▶ [What is being asked] Could you reproduce, from the records below, everything from the line with "Identify the location of cell-taxa: 2,8." down to the line with "What do you see at coordinates (76, 382)", keeping both of those lines and changing nothing?

▶ [Records shown]
"""
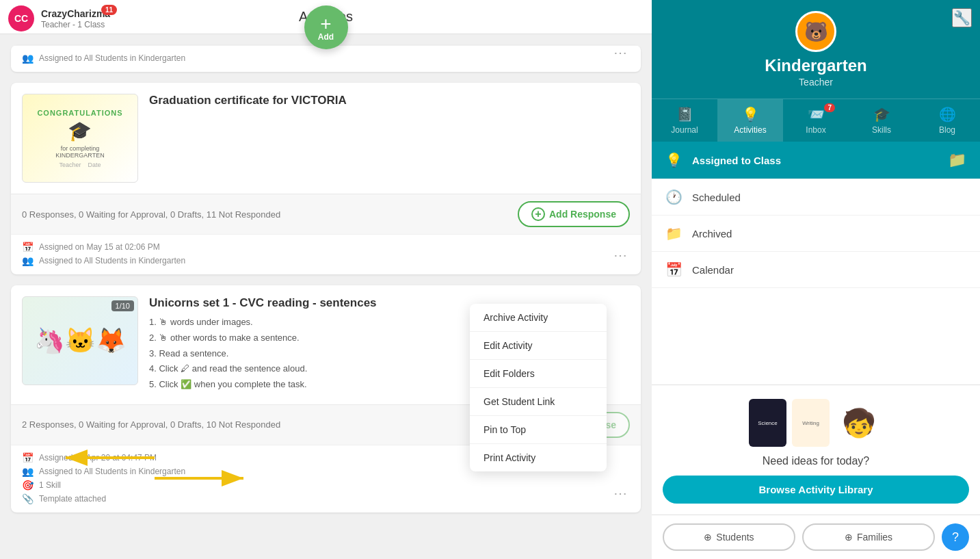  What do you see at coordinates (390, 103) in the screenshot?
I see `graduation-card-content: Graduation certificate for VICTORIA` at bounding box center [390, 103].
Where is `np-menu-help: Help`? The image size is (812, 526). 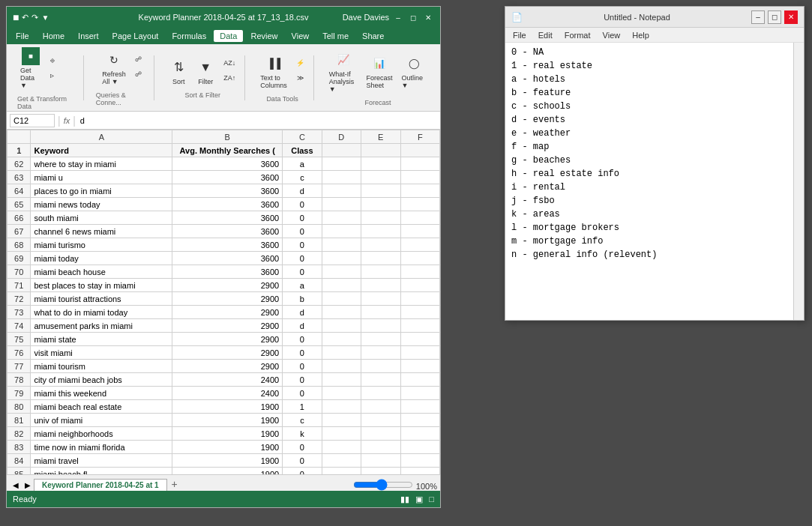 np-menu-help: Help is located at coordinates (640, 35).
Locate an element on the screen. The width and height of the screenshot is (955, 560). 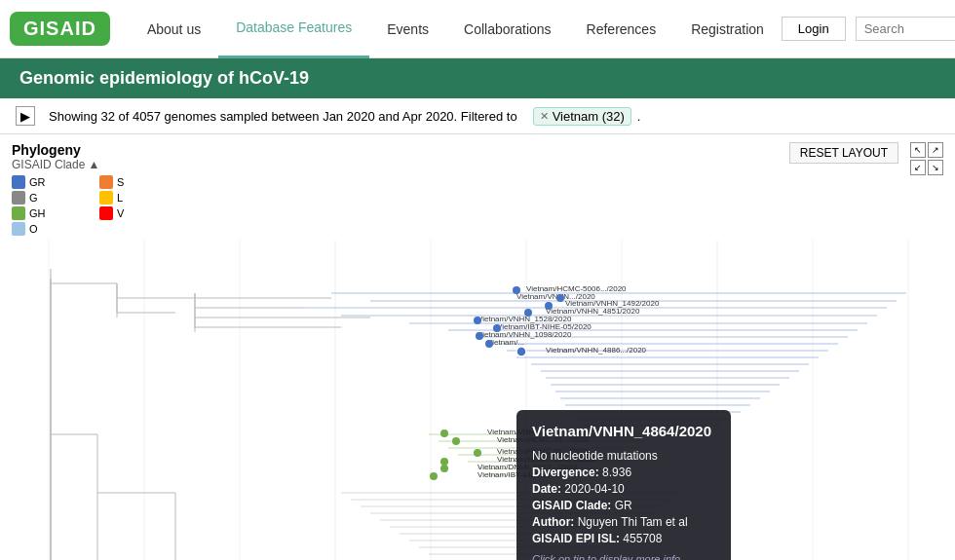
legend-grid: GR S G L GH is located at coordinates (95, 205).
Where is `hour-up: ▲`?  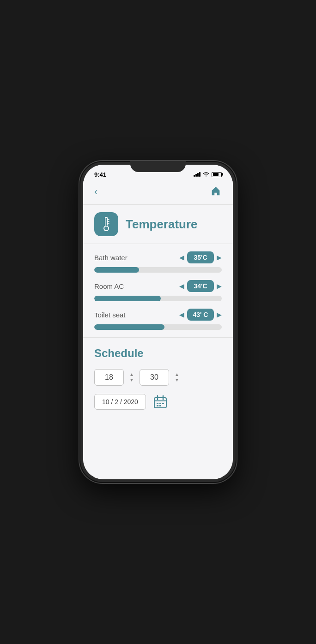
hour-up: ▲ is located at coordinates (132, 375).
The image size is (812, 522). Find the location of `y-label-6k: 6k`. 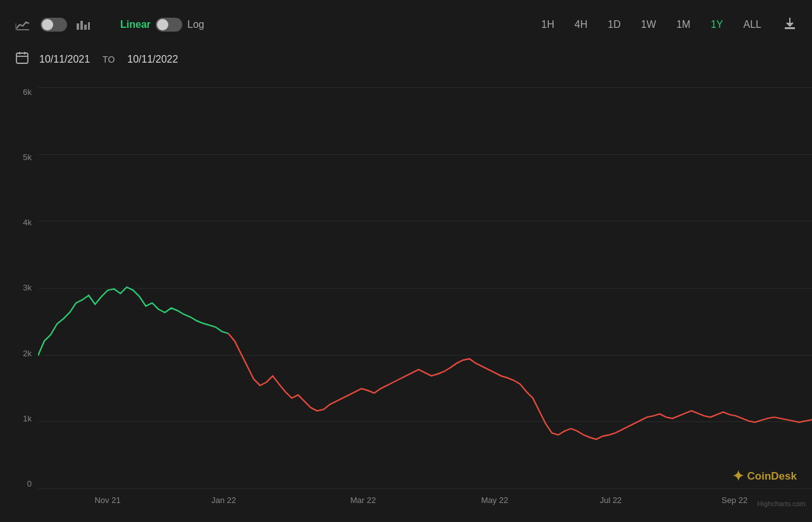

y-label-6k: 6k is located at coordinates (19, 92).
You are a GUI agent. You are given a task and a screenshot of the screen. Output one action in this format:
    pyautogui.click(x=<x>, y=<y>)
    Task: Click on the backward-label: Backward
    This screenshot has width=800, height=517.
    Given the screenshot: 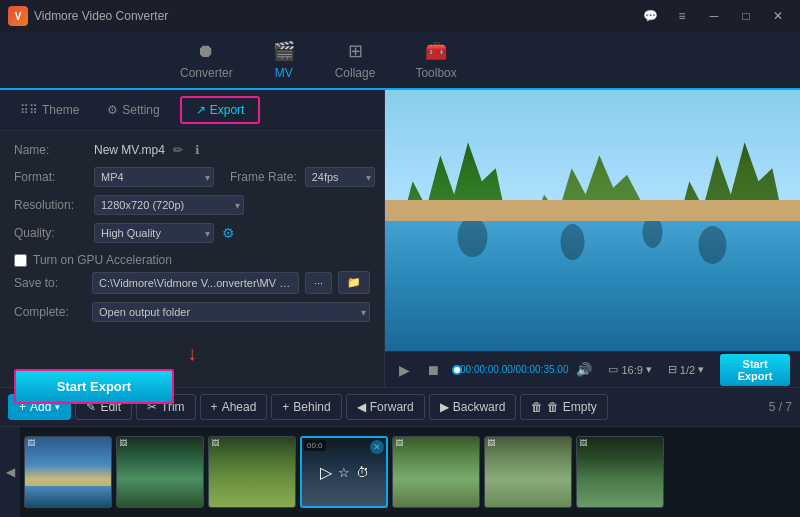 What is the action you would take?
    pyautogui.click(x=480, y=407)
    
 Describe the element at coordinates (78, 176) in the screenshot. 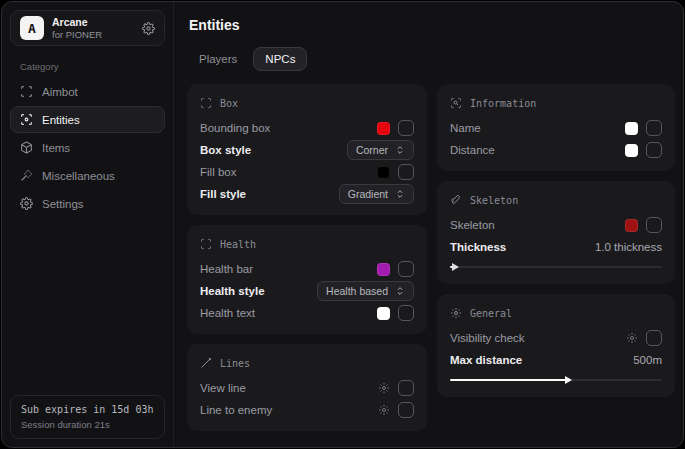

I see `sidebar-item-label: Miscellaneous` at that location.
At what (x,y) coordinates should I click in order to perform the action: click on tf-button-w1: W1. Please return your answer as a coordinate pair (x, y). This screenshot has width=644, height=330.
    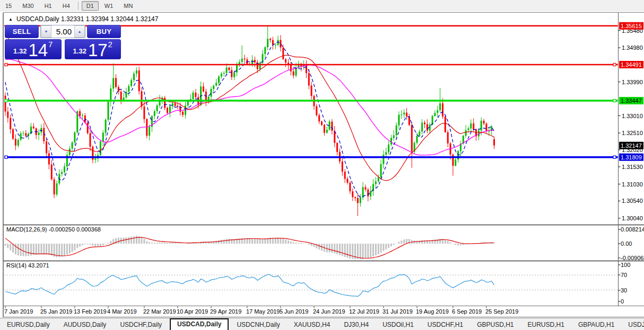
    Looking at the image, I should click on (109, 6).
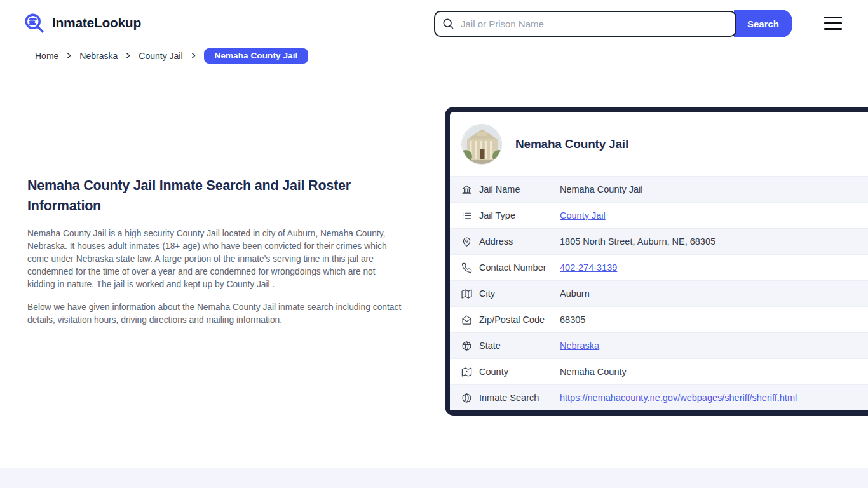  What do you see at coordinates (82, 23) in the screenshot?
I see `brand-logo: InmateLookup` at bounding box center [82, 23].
"""
"""
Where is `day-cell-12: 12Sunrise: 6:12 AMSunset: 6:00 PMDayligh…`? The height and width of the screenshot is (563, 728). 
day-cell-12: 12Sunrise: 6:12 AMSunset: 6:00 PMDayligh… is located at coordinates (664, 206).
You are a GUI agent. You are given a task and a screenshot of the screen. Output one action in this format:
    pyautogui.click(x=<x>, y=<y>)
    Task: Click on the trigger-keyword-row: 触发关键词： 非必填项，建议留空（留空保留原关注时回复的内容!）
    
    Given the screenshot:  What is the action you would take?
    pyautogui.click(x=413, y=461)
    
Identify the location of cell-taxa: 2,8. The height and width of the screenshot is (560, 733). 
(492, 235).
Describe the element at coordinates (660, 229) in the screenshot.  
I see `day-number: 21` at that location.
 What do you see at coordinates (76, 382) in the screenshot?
"""
"""
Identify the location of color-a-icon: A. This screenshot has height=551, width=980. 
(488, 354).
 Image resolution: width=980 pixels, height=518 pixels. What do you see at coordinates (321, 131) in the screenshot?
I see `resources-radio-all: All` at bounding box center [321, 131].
"""
▶ [Answer to this problem]
Identify the location of cell-taxa: 2,8. The height and width of the screenshot is (560, 733). 
(492, 235).
Describe the element at coordinates (660, 229) in the screenshot.  
I see `day-number: 21` at that location.
 What do you see at coordinates (76, 382) in the screenshot?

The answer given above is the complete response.